Hi Christoph,
Am Donnerstag, den 01.08.2019, 16:00 +0200 schrieb Christoph Hellwig:
> On Thu, Aug 01, 2019 at 10:35:02AM +0200, Lucas Stach wrote:
> > Hi Christoph,
> >
> > Am Donnerstag, den 01.08.2019, 09:29 +0200 schrieb Christoph Hellwig:
> > > Hi Lukas,
> > >
> > > have you tried the latest 5.3-rc kernel, where we limited the NVMe
> > > I/O size based on the swiotlb buffer size?
> >
> > Yes, the issue was reproduced on 5.3-rc2. I now see your commit
> > limiting the request size, so I guess I need to dig in to see why I'm
> > still getting requests larger than the SWIOTLB max segment size. Thanks
> > for the pointer!
>
> a similar setup to yours the
> dma_addressing_limited doesn't work, but if we changed it to a <=
> it does. The result is counter to what I'd expect, but because I'm on
> vacation I didn't have time to look into why it works. This is his
> patch, let me know if this works for you:
>
>
> diff --git a/include/linux/dma-mapping.h b/include/linux/dma-mapping.h
> index f7d1eea32c78..89ac1cf754cc 100644
> --- a/include/linux/dma-mapping.h
> +++ b/include/linux/dma-mapping.h
> @@ -689,7 +689,7 @@ static inline int dma_coerce_mask_and_coherent(struct
> device *dev, u64 mask)
> */
> static inline bool dma_addressing_limited(struct device *dev)
> {
> > - return min_not_zero(dma_get_mask(dev), dev->bus_dma_mask) <
> > + return min_not_zero(dma_get_mask(dev), dev->bus_dma_mask) <=
> > dma_get_required_mask(dev);
> }
From the patch I just sent it should be clear why the above works. With
my patch applied I can't reproduce any issues with this NVMe device
anymore.
Thanks for pointing me into the right direction!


■ **PROBLEM REQUIREMENTS**:
Each entry below should be given again exactly; the pictures stay out.

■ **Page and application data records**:

========

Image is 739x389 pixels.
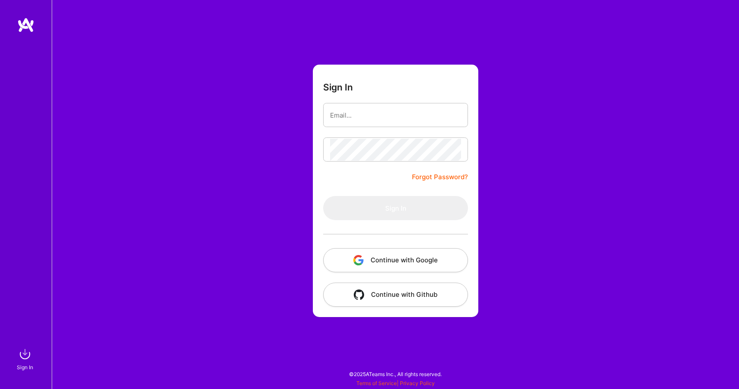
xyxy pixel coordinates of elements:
[52,363,739,385] div: © 2025 ATeams Inc., All rights reserved.
[323,82,353,93] h3: Sign In
[400,380,435,387] a: Privacy Policy
[354,290,364,300] img: icon
[323,283,468,307] button: Continue with Github
[17,17,34,33] img: logo
[323,196,468,220] button: Sign In
[357,380,397,387] a: Terms of Service
[357,380,435,387] span: |
[323,248,468,272] button: Continue with Google
[16,346,34,363] img: sign in
[17,363,33,372] div: Sign In
[412,172,468,182] a: Forgot Password?
[330,104,461,126] input: Email...
[353,255,364,266] img: icon
[18,346,34,372] a: sign inSign In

========

■ **OUTPUT OF THE TASK**:
Image is 739x389 pixels.
xyxy pixel coordinates of elements:
[52,363,739,385] div: © 2025 ATeams Inc., All rights reserved.
[323,82,353,93] h3: Sign In
[400,380,435,387] a: Privacy Policy
[354,290,364,300] img: icon
[323,283,468,307] button: Continue with Github
[17,17,34,33] img: logo
[323,196,468,220] button: Sign In
[357,380,397,387] a: Terms of Service
[357,380,435,387] span: |
[323,248,468,272] button: Continue with Google
[16,346,34,363] img: sign in
[17,363,33,372] div: Sign In
[412,172,468,182] a: Forgot Password?
[330,104,461,126] input: Email...
[353,255,364,266] img: icon
[18,346,34,372] a: sign inSign In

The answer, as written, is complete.